Wednesday, August 10, 2011

It's more fun to compute.

Fine musical instruments are extremely sensitive, and this sensitivity offers to the performer a subtle control over the sound. Not exactly control though, since the performer shapes but does not finally determine the sound. To shape the sound requires an ongoing mechanism of feedback so that the instrument places not only the controls of the dominion of the player but also puts the player in direct contact witht he sonic surfaces of the instrument. Subtlety is possible because the player hears, from some small distance, the sound produced by the instrument but also because he experiences in his body and immediately the vibrations of the instrument's parts. One does not simply adjust one's playing according to the sound produced but also according to the feel of the instrument against one's flesh, the sensation of the string pinioned under the finger against the fretboard, the back pressure exerted by the column of air in a trumpet varying against one's lips, tongue, and mouth cavity, the vibrating reed in the oboe that makes one's cheek vibrate.
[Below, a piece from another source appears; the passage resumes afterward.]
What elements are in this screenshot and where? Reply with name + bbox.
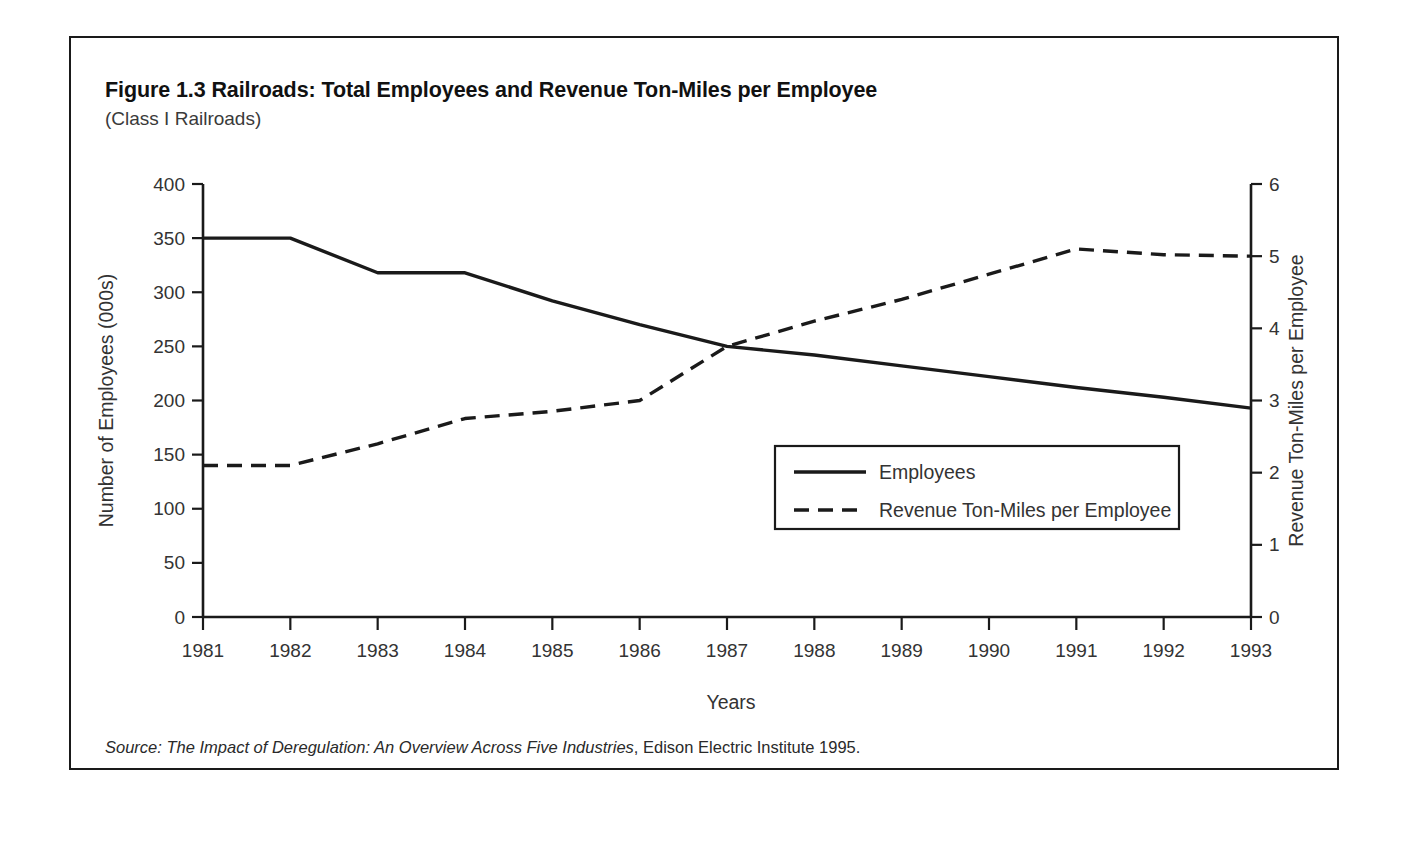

These feedback mechanisms preclude a wholly preconceived performance; the player's goals are always provisional, only starting points that set the instrument to vibrating. Ends are never determined, beforehand but are produced from a complex negotiation between player and instrument.

82,3 Sound and Digits.


ADD N TO (X) - METAL FINGERS IN MY BODY von electro

An activity without an end product: the performance of a pianist or of a dancer does not leave us with a defined object distinguishable from the performance itself, capable of continuing after the performance has ended. An activity which requires the presence of others: the performance [Author uses the English word here] makes sense only if it is seen or heard. It is obvious that these two characteristics are inter-related: virtuosos need the presence of an audience precisely because they are not producing an end product, an object which will circulate through the world once the activity has ceased. Lacking a specific extrinsic product, the virtuoso has to rely on witnesses.